Why open source may not survive the rise of generative AI

7 points by Foxboron


acatton

I'm among the first critics of the plagiarism machine they call "AI" or "LLMs". But I don't buy this article's argument.

From what I understand, the author's thesis is:

  1. Alice writes a coffee-brewing piece of code under GPLv3.
  2. OpenLLM drains the ocean to train their model on Alice's code because they don't give a damn about other people Intellectual Property, they only care about their.
  3. Mallory uses TalkGPT to generate the coffee brewing code for her commercial IoT coffee maker.
  4. Since TalkGPT was trained on Alice's code, it more-or-less spits out Alice's GPL code with some mistakes that Mallory fixes.
  5. Without her knowledge, Malory is now selling an IoT product with GPL violation.

Will this happen? Yes, to my chagrin.

But this was happening before. Cheap device manufacturers from Alibaba would grab whatever code they could find online, and just violate the license. There has been a few posts over the years on reddit (usually /r/opensource or /r/freesoftware) where random people asked for the source code of linux-based devices and got no response or aggressive responses.

What I'm trying to say is that shady business are always going to do shady business practices. Especially when the consequences are low.

I'm unconvinced that LLMs are going to change the situation. To go back to my example, now, Malory has to maintain code that she doesn't understand. Also, when Bob comes along and sends a patch to Alice because he found a misbehavior in the code, Malory won't profit from it. Unless OpenLLM releases a new TalkGPT trained on the new code from Alice, and TalkGPT is able to detect that Malory's code was ripped from Alice and needs to be fixed, which is very unlikely.

So I do think that F/LOSS is here to stay. It's easier for shady businesses to violate the GPL by stealing code instead of using LLMs for deniability.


_WHAT THIS TASK INVOLVES_: Using the data below, gather each line that includes the word "left".

_DATASET_:
________
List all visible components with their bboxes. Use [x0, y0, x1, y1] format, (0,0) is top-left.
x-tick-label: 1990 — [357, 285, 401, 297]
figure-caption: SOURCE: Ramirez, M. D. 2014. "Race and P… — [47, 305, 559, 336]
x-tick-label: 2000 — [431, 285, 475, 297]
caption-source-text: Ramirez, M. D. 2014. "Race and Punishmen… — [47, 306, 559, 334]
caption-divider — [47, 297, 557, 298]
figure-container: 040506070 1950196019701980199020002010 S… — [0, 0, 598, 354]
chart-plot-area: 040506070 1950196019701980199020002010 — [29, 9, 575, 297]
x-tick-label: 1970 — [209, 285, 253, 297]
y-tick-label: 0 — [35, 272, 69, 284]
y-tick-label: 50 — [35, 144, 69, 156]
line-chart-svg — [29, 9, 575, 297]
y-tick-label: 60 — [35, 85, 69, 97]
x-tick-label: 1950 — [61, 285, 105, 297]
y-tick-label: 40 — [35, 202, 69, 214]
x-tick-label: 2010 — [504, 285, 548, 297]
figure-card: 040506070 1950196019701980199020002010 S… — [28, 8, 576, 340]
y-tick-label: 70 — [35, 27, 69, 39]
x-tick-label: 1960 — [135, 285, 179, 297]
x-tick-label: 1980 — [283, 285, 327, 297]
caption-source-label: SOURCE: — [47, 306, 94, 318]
________
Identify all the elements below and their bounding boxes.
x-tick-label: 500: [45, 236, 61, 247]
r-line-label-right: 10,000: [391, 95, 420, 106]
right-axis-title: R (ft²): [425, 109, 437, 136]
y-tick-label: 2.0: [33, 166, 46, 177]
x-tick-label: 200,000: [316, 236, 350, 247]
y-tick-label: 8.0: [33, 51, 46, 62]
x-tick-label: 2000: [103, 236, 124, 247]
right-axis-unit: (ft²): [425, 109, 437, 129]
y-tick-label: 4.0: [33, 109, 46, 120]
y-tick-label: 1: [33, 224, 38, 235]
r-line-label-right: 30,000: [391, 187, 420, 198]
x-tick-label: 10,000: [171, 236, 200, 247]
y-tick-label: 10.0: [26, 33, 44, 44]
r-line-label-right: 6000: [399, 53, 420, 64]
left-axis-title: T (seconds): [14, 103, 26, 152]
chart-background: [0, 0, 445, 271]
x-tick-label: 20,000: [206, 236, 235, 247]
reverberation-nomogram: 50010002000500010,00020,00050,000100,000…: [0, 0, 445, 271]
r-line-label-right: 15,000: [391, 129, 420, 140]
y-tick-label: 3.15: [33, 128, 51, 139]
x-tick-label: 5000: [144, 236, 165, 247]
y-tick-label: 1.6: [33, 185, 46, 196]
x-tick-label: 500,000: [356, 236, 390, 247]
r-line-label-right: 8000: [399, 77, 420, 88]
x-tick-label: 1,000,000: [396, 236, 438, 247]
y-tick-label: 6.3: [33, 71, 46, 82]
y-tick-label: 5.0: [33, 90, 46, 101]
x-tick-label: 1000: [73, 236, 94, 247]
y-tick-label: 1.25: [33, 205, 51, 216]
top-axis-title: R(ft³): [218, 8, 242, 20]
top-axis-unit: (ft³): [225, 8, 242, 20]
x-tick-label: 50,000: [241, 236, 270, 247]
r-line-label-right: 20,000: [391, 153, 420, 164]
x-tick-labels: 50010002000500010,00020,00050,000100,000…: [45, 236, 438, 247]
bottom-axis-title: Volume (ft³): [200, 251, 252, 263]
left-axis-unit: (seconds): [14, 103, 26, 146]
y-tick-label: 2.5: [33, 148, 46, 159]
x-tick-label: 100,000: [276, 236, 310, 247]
________
_TASK RESULT_:
List all visible components with their bboxes. Use [x0, y0, x1, y1] format, (0,0) is top-left.
left-axis-title: T (seconds): [14, 103, 26, 152]
left-axis-unit: (seconds): [14, 103, 26, 146]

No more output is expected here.